Question
I received a bad satisfaction survey response. When I followed up with the customer they said they never even opened the survey email or did not click a bad response. Why do we get false bad ratings?
Answer
Your customers likely have link expanders installed on their computers or running on their mail servers. These programs open links in the email to verify they aren't malicious. Since customer satisfaction (CSAT) ratings store the last rating link clicked, a script that clicks every link will register as a bad satisfaction response.
Enabling DKIM and SPF records helps ensure that links are not scanned. These email authentication protocols decrease the likelihood that the link expanders will flag emails from your Zendesk account for inspection.
If you have set up SPF and DKIM and are still seeing issues, there are two workflow options to resolve the issue.
Modify your survey automation
Create your own survey
Modify your survey automation to not include direct response links
By default, the Request customer satisfaction rating (system automation) includes a block with both the good and bad response links. Switch this out for a placeholder that contains a link to a separate page with these options instead.
To modify your survey
- In Admin Center, navigate to the Automations page.
- Locate the Request customer satisfaction rating automation, and click on the automation to edit.

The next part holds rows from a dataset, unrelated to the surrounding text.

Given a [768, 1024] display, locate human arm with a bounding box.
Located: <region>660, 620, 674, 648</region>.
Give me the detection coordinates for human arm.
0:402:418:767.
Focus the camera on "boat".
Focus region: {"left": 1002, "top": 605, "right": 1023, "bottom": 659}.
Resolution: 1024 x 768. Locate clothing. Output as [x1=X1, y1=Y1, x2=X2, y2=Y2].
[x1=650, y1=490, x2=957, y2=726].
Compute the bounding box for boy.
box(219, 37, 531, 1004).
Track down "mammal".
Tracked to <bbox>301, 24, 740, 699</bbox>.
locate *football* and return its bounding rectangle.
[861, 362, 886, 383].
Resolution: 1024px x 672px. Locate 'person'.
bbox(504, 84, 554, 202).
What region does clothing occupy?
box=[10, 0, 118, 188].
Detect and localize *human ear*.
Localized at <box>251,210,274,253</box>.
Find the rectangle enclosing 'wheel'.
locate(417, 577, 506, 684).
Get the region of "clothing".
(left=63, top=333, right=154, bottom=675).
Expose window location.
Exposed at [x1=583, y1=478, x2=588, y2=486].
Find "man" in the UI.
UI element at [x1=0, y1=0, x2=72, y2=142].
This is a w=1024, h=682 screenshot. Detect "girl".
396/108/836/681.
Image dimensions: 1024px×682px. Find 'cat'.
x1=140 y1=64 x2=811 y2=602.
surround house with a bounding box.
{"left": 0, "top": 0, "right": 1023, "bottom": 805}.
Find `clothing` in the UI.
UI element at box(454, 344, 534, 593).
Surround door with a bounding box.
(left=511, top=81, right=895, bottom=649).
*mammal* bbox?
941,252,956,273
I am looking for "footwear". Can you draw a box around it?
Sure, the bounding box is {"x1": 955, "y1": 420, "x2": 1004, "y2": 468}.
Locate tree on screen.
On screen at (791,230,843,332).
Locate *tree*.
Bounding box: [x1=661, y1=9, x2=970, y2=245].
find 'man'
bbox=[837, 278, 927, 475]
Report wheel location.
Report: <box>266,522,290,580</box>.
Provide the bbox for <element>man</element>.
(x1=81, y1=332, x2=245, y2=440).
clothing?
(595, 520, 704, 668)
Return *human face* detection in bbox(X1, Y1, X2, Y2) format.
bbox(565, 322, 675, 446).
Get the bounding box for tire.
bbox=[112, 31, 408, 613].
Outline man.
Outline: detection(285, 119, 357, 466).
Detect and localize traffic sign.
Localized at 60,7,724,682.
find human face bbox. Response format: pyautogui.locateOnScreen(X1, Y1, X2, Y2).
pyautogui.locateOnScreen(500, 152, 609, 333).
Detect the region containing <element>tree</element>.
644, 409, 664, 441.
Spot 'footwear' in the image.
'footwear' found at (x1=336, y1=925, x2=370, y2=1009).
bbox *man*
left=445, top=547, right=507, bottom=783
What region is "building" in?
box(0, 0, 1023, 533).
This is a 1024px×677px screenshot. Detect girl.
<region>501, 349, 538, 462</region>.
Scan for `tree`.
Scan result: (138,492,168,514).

- Scroll down to Perform these actions to locate the Email body section.
- Locate the
{{satisfaction.rating_section}}
placeholder and replace it with{{satisfaction.rating_url}}
.
For more information on placeholders available in Zendesk Support, see the article: Zendesk Support placeholders reference.
Create your own satisfaction survey and use the Satisfaction Rating Endpoint
If you are comfortable with writing custom code, you can make your own survey and use the Satisfaction Rating endpoint to feed the results into your Zendesk. This will ensure that you can still use Zendesk reporting on the CSAT survey. With a custom survey, you can add a verification step to thwart the link expanders.
65 Comments
We've also seen a sudden influx of these in the past few weeks. When we reach out to clients on what we could do better, they have all said they didn't select the bad feedback. Looking at the Zendesk Events, all of them have come in on the hour or at half past - so seems like some kind of scheduled automation is doing this? I'll raise a ticket with Zendesk support, but sounds like we're not the only Zendesk customer having this issue.
Scott Patterson I'm one of the Product team here at Zendesk. I just wanted to respond and clarify that it's not a scheduled automation causing this. There is a scheduled automation running to send CSAT surveys out once an hour, but what's happening is some portion of these are likely being scanned by anti-virus software running on the recipient's mail server. The guidance in this article should be followed as to how you mitigate or prevent this from happening completely.
Scott Allison, maybe a naive question - but if a anti-virus software scanning is causing the trigger - doesn't it leave evidence in the http request header, like a specific user-agent, or other parameter that is not found in a human-generated traffic?
If so, can't you use these hints to filter out this activity?
Changing CSAT from good and bad to a link will solve the problem, but it will decrease the number of responses.
It is not an ideal solution.
I would select good in a survey but not click on a survey link where the survey could be from one to many questions...
Isn't there any option to add a hidden void button before the survey options so an antivirus would not check any of the options?
Tal Admon We did look at various pieces of meta data including the ones you mentioned but this wasn't a magic bullet. There was only one such piece of software that was actually identifying themselves with a unique user agent, others were just appearing like any other browser.